Silicon Valley algorithms don’t call for comment.

NewsGuard analysts went through this process of engagement with the Daily Caller. Its editors may not agree with every aspect of its overall green rating, but, unlike where they stand with the opaque platforms, they know their NewsGuard rating, were able to comment on it, and have an open invitation to re-engage.

Of the 2,300 websites NewsGuard analysts have rated, more than 500 have changed one or more of their journalistic practices after being contacted by a NewsGuard analyst. Well-established publishers such as Reuters, Fortune and London’s Mail Online added information to their websites about their staff and leadership, as did Glenn Beck’s The Blaze and the conservative Western Journal. EndTimesHeadlines.com, which is run by a pastor based in Indiana, went to green from red after removing questionable content and implementing a corrections policy.

Some websites will probably never earn a green rating. RT and Sputnik, for example, are Russian-government websites dedicated to supporting Kremlin policies and actively seeking to undermine values of free people, free markets and the rule of law. NewsGuard warns that their mission is Vladimir Putin’s propaganda, not journalism.

Websites earn the trust of readers when they uphold standards of credibility and transparency.
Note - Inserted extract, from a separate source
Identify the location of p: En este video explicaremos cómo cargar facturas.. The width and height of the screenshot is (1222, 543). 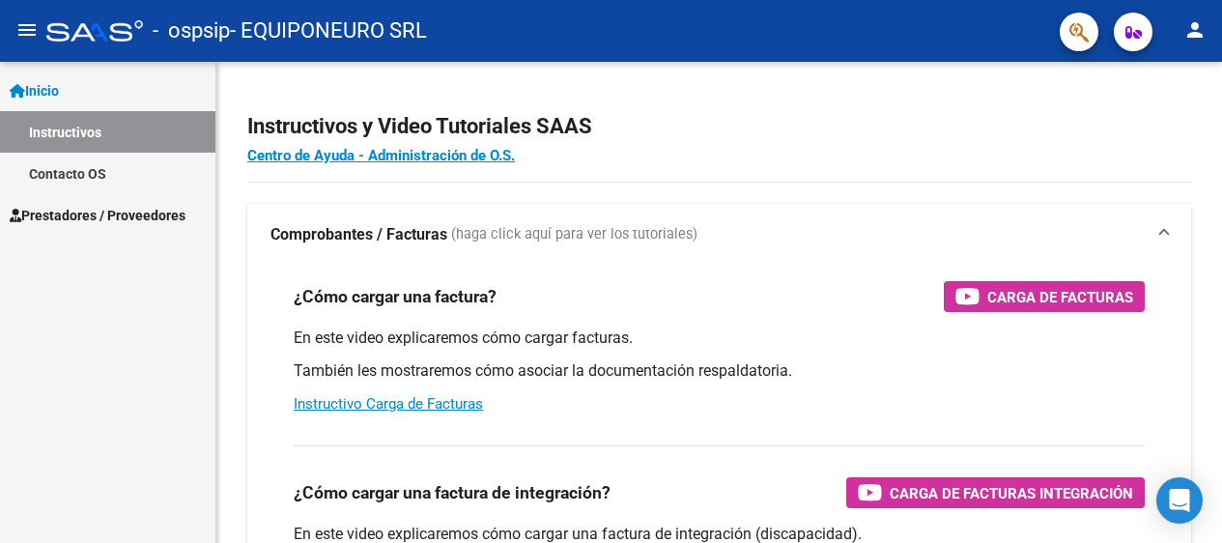
(719, 338).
When the conservative Heritage Foundation decided to create a news website, the Daily Signal, its founders went out of their way to embrace the highest standards of journalism. As a result, the Daily Signal earns a rare perfect score on all nine NewsGuard criteria.
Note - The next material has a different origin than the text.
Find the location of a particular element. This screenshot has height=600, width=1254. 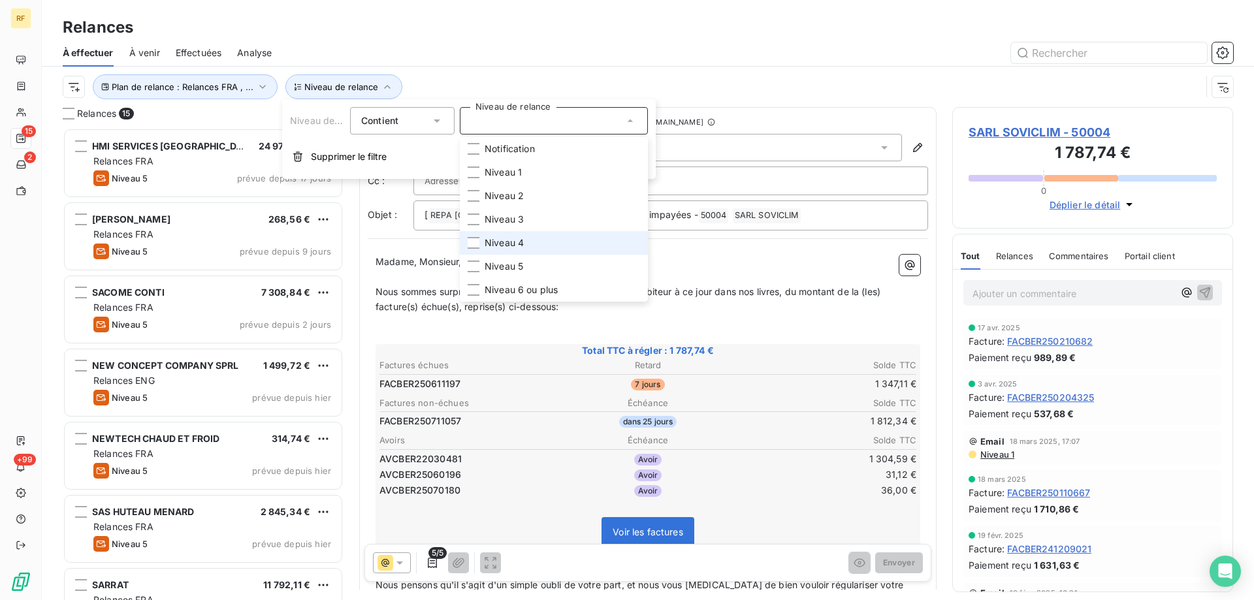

Contrary to the assumptions of skeptics such as Ms. Dhillon, the NewsGuard approach of treating upstart and conservative websites exactly the same as long-established and liberal sites is the best way for anti-establishment conservative sites to earn reputations for reliable journalism.

Gordon Crovitz is co-CEO of NewsGuard. He is former publisher of The Wall Street Journal, where he wrote editorials and the “Rule of Law” and “Information Age” opinion columns.


The views and opinions expressed in this commentary are those of the author and do not reflect the official position of The Daily Caller.